His letter of support, in February 2024, assuring his “Jewish brothers and sisters in Israel” of the Church’s solidarity with the Jewish people and calling for rapid reconciliation in the Holy Land, only temporarily eased tensions.
In his book Hope Never Disappoints, published in November 2024 ahead of the Jubilee 2025, Francis called for an investigation into whether Israel was committing “genocide” in Gaza, drawing strong criticism from Italian rabbis.
For Rabbi David Meyer, professor of rabbinic literature at the Pontifical Gregorian University in Rome, the tipping point occurred when, at the end of November 2024, Pope Francis omitted to name Israel by its name when alluding to the state as behaving with the “arrogance of the invader” in Palestine.
“I felt like we Jewish people were somehow denied our very name, and the state of Israel its very existence, which came as a shock to me,” Meyer told the Register. He added that, although “Israel is obviously not without fault,” “the outbursts of hatred we’ve seen over the last year and a half towards [the Jews] in North America, England, France, Italy, Belgium, etc., awakened a fear for [our] future.”
While understanding the rabbi’s reaction, Father Neuhaus, the Scripture scholar, pointed out that the Holy Father has consistently expressed concern for Israeli victims and hostages.
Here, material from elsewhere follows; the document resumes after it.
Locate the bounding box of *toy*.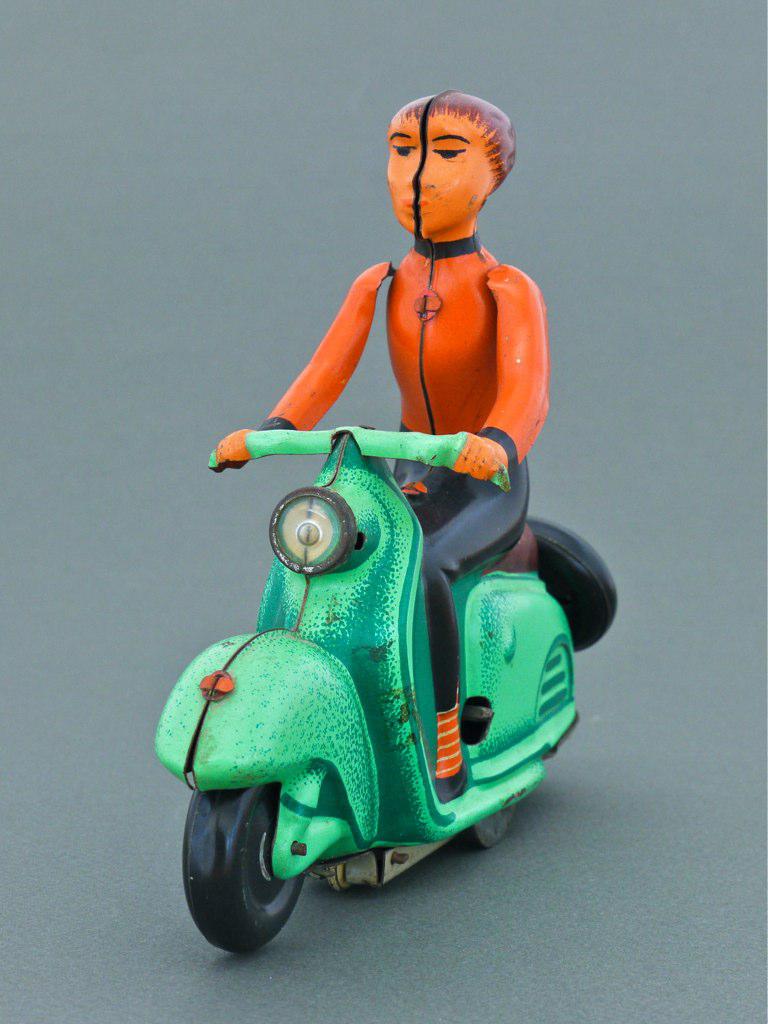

Some Jewish leaders, he noted, valued the Pope’s compassion for Palestinian suffering and supported his call for an end to religious and ethnic conflict in the Holy Land.
Both men agree, on the other hand, that the pontificate of Francis, the first non-European pope in modern history and a symbol of the Church’s move towards the Southern Hemisphere, has marked a turning point in the dialogue between the Church and the Jewish world.
Is Catholicism’s Shift a Threat to Western Jews?
For Father Neuhaus, the Church’s historically “Eurocentric” focus gave Jewish-Christian dialogue a certain exclusivity due to Judaism’s deep historical roots in the Old Continent and the long-lasting wound of the Holocaust. But this dynamic has shifted under Pope Francis, whose South American background reflects the Church’s growing engagement with the Global South.
“This means that Catholics coming from places where there is no historical Jewish presence are interested in other forms of dialogue, specifically with Muslims, Hindus and Buddhists,” he said. “This is also a positive trend for the Church that is guided by Nostra Aetate, published 60 years ago.”
Rabbi Meyer, however, is less optimistic. He warns that this shift could have profound consequences for Jewish communities in the West.
“I hope that the Church has understood that it is the guarantor of the survival of Judaism in the Western world. I don’t dare imagine what our future will be as Jews in the West if, for the Church, Jews no longer represent a central part of its identity, because they’ve been marginalized by demography.”
Meyer views Francis’ pontificate as a foreshadowing of what the demographic shift of the Church could mean for Jewish-Catholic dialogue. He fears that this relationship, once hard-won through dialogue and reconciliation, could become some kind of historical footnote in the Catholic Church’s evolving identity.
This shifting landscape also raises challenges for Pope Francis’ successor. How can the Church hold together the global and local dimensions of its identity while safeguarding the theological and historical bonds with Judaism?
For Father Neuhaus, the next Pope will have to “move forward, try and get beyond the misunderstandings that plague the dialogue at present.” It will be about revitalizing the biblical, theological and spiritual aspects of the dialogue so that it can be relevant for the whole Church.
He emphasized, however, that within this relationship, the Church should remain “free to express its position on the Israeli-Palestinian conflict, its commitment to justice, peace and equality for all the peoples in Israel and Palestine and throughout the Middle East.”
Francis’ legacy in Jewish-Christian relations will likely be measured by the Church’s ability to hold these tensions together — to balance a global moral vision with the historical weight of Jewish-Christian ties in Europe.